It is well beyond time to take redistricting out of the hands of state legislators.

The state legislative and congressional district boundaries first drawn in 2011 by Republican lawmakers and redrawn in 2016 after a successful court challenge remain under litigation today. And it is not beyond the realm of possibility that they could still be under litigation when it’s time for them to be redrawn again in 2021 after the 2020 U.S. Census.

A panel of federal judges on Jan. 9 struck down the congressional district map that lawmakers redrew in 2016 and ordered the legislature to redraw it once again next week.

The U.S. Supreme Court on Jan. 18 delayed that lower-court order while similar court challenges to partisan gerrymandered congressional districts in Texas, Pennsylvania and Maryland also are pending in federal court.

Meanwhile, federal judges on Jan. 19 approved state legislative districts redrawn by an expert they hired after they were not happy with the districts they ordered lawmakers to redraw in August. Republican legislative leaders quickly announced that they intend to ask the U.S. Supreme Court to delay that order as well, so the new map will not be used in this year’s elections.

We have argued in the space for decades that an independent, nonpartisan commission should be used to draw legislative and congressional districts. We called for such a system when Democrats controlled the N.C. General Assembly, while their district maps were being successfully challenged in court. Back then, members of the then-Republican legislative minority agreed with that proposition.

That view, of course, changed when the GOP took control of the General Assembly in 2011 — and they proceeded to do what we did not think possible at the time: A worse and more partisan job of redistricting than the Democrats did.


> **Exercise directions**: Among the entries below, find all lines that include "point" and copy them.

> **Data in this exercise**:
☆ ☆ ☆ ☆ ☆ ☆ ☆

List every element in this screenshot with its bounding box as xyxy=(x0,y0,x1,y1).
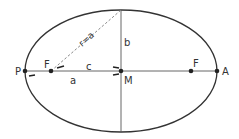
label-radius: r=a xyxy=(77,30,96,49)
label-focus-left: F xyxy=(44,59,50,70)
arrow-c-right xyxy=(113,67,119,68)
point-center xyxy=(119,69,124,74)
label-b: b xyxy=(124,37,130,48)
label-p: P xyxy=(15,66,21,77)
arrow-a-left xyxy=(29,75,35,76)
arrow-a-right xyxy=(113,74,119,75)
label-a-point: A xyxy=(222,66,229,77)
arrow-c-left xyxy=(57,66,64,68)
label-c: c xyxy=(86,61,92,72)
label-a: a xyxy=(70,75,76,86)
label-m: M xyxy=(124,75,133,86)
point-focus-right xyxy=(189,69,194,74)
point-a xyxy=(215,69,220,74)
label-focus-right: F xyxy=(193,58,199,69)
point-p xyxy=(23,69,28,74)
ellipse-diagram: P F c a M b F A r=a xyxy=(0,0,239,139)
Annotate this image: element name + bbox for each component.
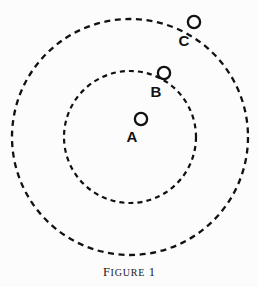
point-labels: A B C — [127, 32, 190, 145]
orbit-diagram: A B C — [0, 0, 258, 287]
figure-caption-lead: F — [103, 265, 111, 279]
point-label-b: B — [151, 83, 162, 100]
point-marker-a — [135, 113, 147, 125]
figure-caption: FIGURE 1 — [0, 265, 258, 280]
point-marker-c — [188, 16, 200, 28]
figure-caption-number: 1 — [149, 265, 155, 279]
point-label-a: A — [127, 128, 138, 145]
figure-container: A B C FIGURE 1 — [0, 0, 258, 287]
point-label-c: C — [179, 32, 190, 49]
figure-caption-rest: IGURE — [111, 267, 146, 278]
point-marker-b — [158, 67, 170, 79]
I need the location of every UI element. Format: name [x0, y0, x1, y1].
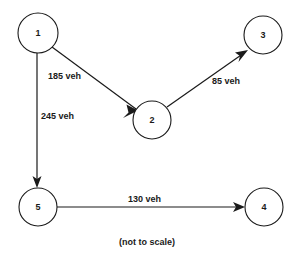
edge-1-to-2: 185 veh — [48, 47, 138, 118]
node-5[interactable]: 5 — [19, 188, 57, 226]
node-4[interactable]: 4 — [245, 188, 283, 226]
edge-label-1-5: 245 veh — [41, 111, 74, 121]
edge-5-to-4: 130 veh — [57, 194, 245, 212]
edge-2-to-3: 85 veh — [167, 50, 248, 107]
node-5-label: 5 — [35, 202, 40, 212]
node-1-label: 1 — [35, 28, 40, 38]
edge-label-5-4: 130 veh — [128, 194, 161, 204]
node-2-label: 2 — [149, 115, 154, 125]
network-diagram: 185 veh 245 veh 85 veh 130 veh — [0, 0, 296, 255]
node-3[interactable]: 3 — [244, 16, 282, 54]
edge-label-2-3: 85 veh — [212, 76, 240, 86]
diagram-caption: (not to scale) — [119, 237, 175, 247]
node-1[interactable]: 1 — [18, 13, 58, 53]
node-2[interactable]: 2 — [133, 101, 171, 139]
node-4-label: 4 — [261, 202, 266, 212]
arrowhead-2-3 — [235, 50, 248, 62]
node-3-label: 3 — [260, 30, 265, 40]
edge-label-1-2: 185 veh — [48, 71, 81, 81]
network-diagram-canvas: 185 veh 245 veh 85 veh 130 veh — [0, 0, 296, 255]
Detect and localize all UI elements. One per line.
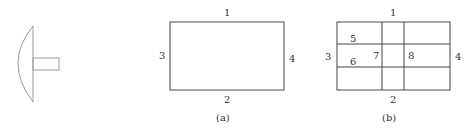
figure-a-label-bottom: 2 bbox=[224, 95, 230, 105]
figure-a-caption: (a) bbox=[216, 113, 230, 123]
figure-a-rectangle bbox=[170, 22, 284, 90]
figure-b-label-bottom: 2 bbox=[390, 95, 396, 105]
figure-b-caption: (b) bbox=[382, 113, 396, 123]
mushroom-shape-icon bbox=[18, 26, 59, 102]
figure-b-label-5: 5 bbox=[350, 34, 356, 44]
figure-b-label-left: 3 bbox=[325, 52, 331, 62]
figure-a-label-right: 4 bbox=[289, 54, 295, 64]
figure-b-label-top: 1 bbox=[390, 8, 396, 18]
figure-b-label-6: 6 bbox=[350, 57, 356, 67]
diagram-canvas bbox=[0, 0, 467, 135]
figure-a-label-left: 3 bbox=[159, 51, 165, 61]
figure-b-label-7: 7 bbox=[373, 51, 379, 61]
figure-a-label-top: 1 bbox=[224, 8, 230, 18]
figure-b-label-right: 4 bbox=[455, 52, 461, 62]
figure-b-label-8: 8 bbox=[408, 51, 414, 61]
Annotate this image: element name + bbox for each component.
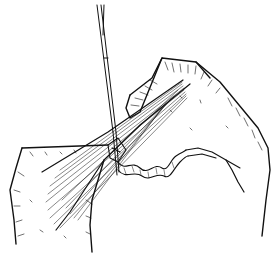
wavy-strand xyxy=(118,148,240,178)
tissue-fibers xyxy=(46,82,187,228)
surgical-illustration xyxy=(0,0,279,264)
right-hand xyxy=(126,58,270,236)
right-hand-hatching xyxy=(131,62,262,150)
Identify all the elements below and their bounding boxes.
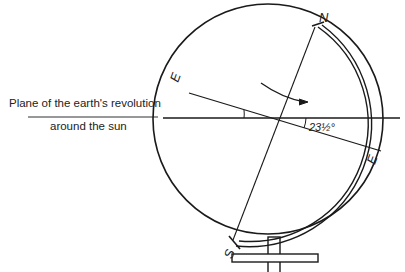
tilt-angle-label: 23½° <box>308 121 335 133</box>
rotation-arrowhead <box>299 99 308 105</box>
equator-line <box>189 93 381 151</box>
stand-base <box>232 254 318 262</box>
caption-line-2: around the sun <box>50 120 127 132</box>
globe-diagram: N S E E 23½° <box>0 0 405 272</box>
equator-label-left: E <box>167 71 184 85</box>
rotation-arrow <box>261 83 305 102</box>
north-label: N <box>319 10 329 25</box>
globe-circle <box>153 4 383 234</box>
meridian-ring-outer <box>239 27 368 242</box>
south-cap <box>229 236 240 249</box>
caption-line-1: Plane of the earth's revolution <box>9 97 161 109</box>
meridian-ring-inner <box>236 25 372 247</box>
angle-arc-right <box>304 118 306 128</box>
earth-axis <box>233 27 315 240</box>
south-label: S <box>221 247 238 261</box>
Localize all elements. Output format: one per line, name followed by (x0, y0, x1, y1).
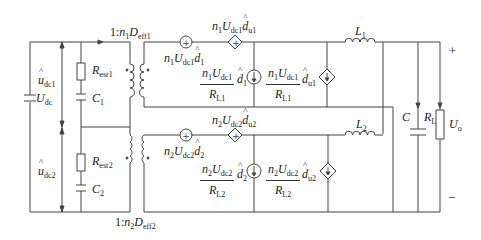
u: U (174, 144, 183, 158)
load-resistor-label: RL (424, 111, 436, 126)
u: U (174, 51, 183, 65)
transformer1-ratio-label: 1:n1Deff1 (110, 26, 151, 41)
u-sub: dc1 (44, 80, 56, 89)
u: U (212, 162, 221, 176)
d: d (302, 73, 308, 85)
c: C (402, 110, 410, 124)
d-sub: 2 (200, 151, 204, 160)
u: U (222, 113, 231, 127)
output-minus-sign: – (449, 190, 455, 202)
ch1-dependent-voltage-source-label: n1Udc1du1 (212, 20, 256, 35)
ratio-prefix: 1: (115, 215, 124, 229)
c-sub: 2 (100, 189, 104, 198)
l-sub: 2 (363, 124, 367, 133)
d: d (242, 114, 248, 126)
ch1-current-source-label: n1Udc1 RL1 (200, 67, 234, 103)
d-sub: eff1 (138, 32, 151, 41)
d: d (237, 73, 243, 85)
u-symbol: U (36, 91, 45, 105)
ratio-prefix: 1: (110, 25, 119, 39)
d-sub: u1 (308, 79, 316, 88)
ch2-dependent-current-source-label: n2Udc2 RL2 (266, 163, 300, 199)
d-sub: 2 (243, 174, 247, 183)
transformer1-secondary-coil-icon (140, 64, 145, 97)
u-sub: dc2 (183, 151, 195, 160)
u-sub: o (458, 124, 462, 133)
u: U (222, 19, 231, 33)
d: d (237, 168, 243, 180)
output-plus-sign: + (449, 45, 456, 57)
svg-text:+: + (232, 38, 240, 48)
l-sub: 1 (362, 31, 366, 40)
u-symbol: u (38, 165, 44, 177)
udc2-voltage-label: udc2 (38, 165, 56, 180)
udc1-voltage-label: udc1 (38, 74, 56, 89)
r-sub: L1 (216, 94, 225, 103)
c1-label: C1 (92, 92, 104, 107)
output-capacitor-label: C (402, 111, 410, 123)
l2-label: L2 (356, 118, 367, 133)
load-resistor-icon (436, 110, 444, 139)
ch2-current-source-d: d2 (237, 168, 247, 183)
transformer2-ratio-label: 1:n2Deff2 (115, 216, 156, 231)
udc-source-label: Udc (36, 92, 52, 107)
u-sub: dc2 (44, 171, 56, 180)
ch2-dependent-voltage-source-label: n2Udc2du2 (212, 114, 256, 129)
c-symbol: C (92, 182, 100, 196)
u-sub: dc2 (221, 169, 233, 178)
r-sub: esr1 (99, 70, 112, 79)
ch2-dependent-current-source-d: du2 (302, 168, 316, 183)
udc-capacitor-icon (24, 95, 36, 101)
svg-text:+: + (232, 131, 240, 141)
u: U (278, 66, 287, 80)
d-sub: eff2 (143, 222, 156, 231)
d-sub: u2 (248, 120, 256, 129)
svg-text:+: + (182, 131, 190, 141)
r-sub: L1 (282, 94, 291, 103)
d: d (194, 52, 200, 64)
ch1-voltage-source-label: n1Udc1d1 (164, 52, 204, 67)
c-symbol: C (92, 91, 100, 105)
transformer1-primary-coil-icon (130, 64, 135, 97)
u-sub: dc2 (231, 120, 243, 129)
u: U (212, 66, 221, 80)
u: U (278, 162, 287, 176)
u-sub: dc1 (231, 26, 243, 35)
d: d (194, 145, 200, 157)
l: L (355, 24, 362, 38)
c2-label: C2 (92, 183, 104, 198)
l1-label: L1 (355, 25, 366, 40)
r-sub: L2 (216, 190, 225, 199)
r-sub: L (431, 117, 436, 126)
u-sub: dc2 (287, 169, 299, 178)
d-sub: u2 (308, 174, 316, 183)
d-sub: u1 (248, 26, 256, 35)
d-symbol: D (129, 25, 138, 39)
r-sub: esr2 (99, 161, 112, 170)
d: d (302, 168, 308, 180)
c-sub: 1 (100, 98, 104, 107)
ch1-dependent-current-source-d: du1 (302, 73, 316, 88)
d: d (242, 20, 248, 32)
output-voltage-label: Uo (449, 118, 462, 133)
resr1-label: Resr1 (92, 64, 113, 79)
u-sub: dc1 (183, 58, 195, 67)
r-sub: L2 (282, 190, 291, 199)
transformer2-primary-coil-icon (130, 135, 132, 163)
ch2-voltage-source-label: n2Udc2d2 (164, 145, 204, 160)
u: U (449, 117, 458, 131)
transformer2-secondary-coil-icon (142, 135, 144, 163)
u-symbol: u (38, 74, 44, 86)
l: L (356, 117, 363, 131)
ch1-current-source-d: d1 (237, 73, 247, 88)
ch2-current-source-label: n2Udc2 RL2 (200, 163, 234, 199)
resr2-resistor-icon (77, 154, 85, 171)
u-sub: dc (45, 98, 53, 107)
u-sub: dc1 (221, 73, 233, 82)
resr1-resistor-icon (77, 63, 85, 80)
d-sub: 1 (243, 79, 247, 88)
u-sub: dc1 (287, 73, 299, 82)
ch1-dependent-current-source-label: n1Udc1 RL1 (266, 67, 300, 103)
d-symbol: D (134, 215, 143, 229)
resr2-label: Resr2 (92, 155, 113, 170)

☆ ☆ ☆ ☆ ☆ ☆ ☆

> **Output for this exercise**:
point-center xyxy=(119,69,124,74)
label-a-point: A xyxy=(222,66,229,77)
point-focus-right xyxy=(189,69,194,74)
point-a xyxy=(215,69,220,74)
point-p xyxy=(23,69,28,74)
point-labels: A B C — [127, 32, 190, 145]
point-label-b: B — [151, 83, 162, 100]
point-marker-a — [135, 113, 147, 125]
point-marker-c — [188, 16, 200, 28]
point-label-a: A — [127, 128, 138, 145]
point-label-c: C — [179, 32, 190, 49]
point-marker-b — [158, 67, 170, 79]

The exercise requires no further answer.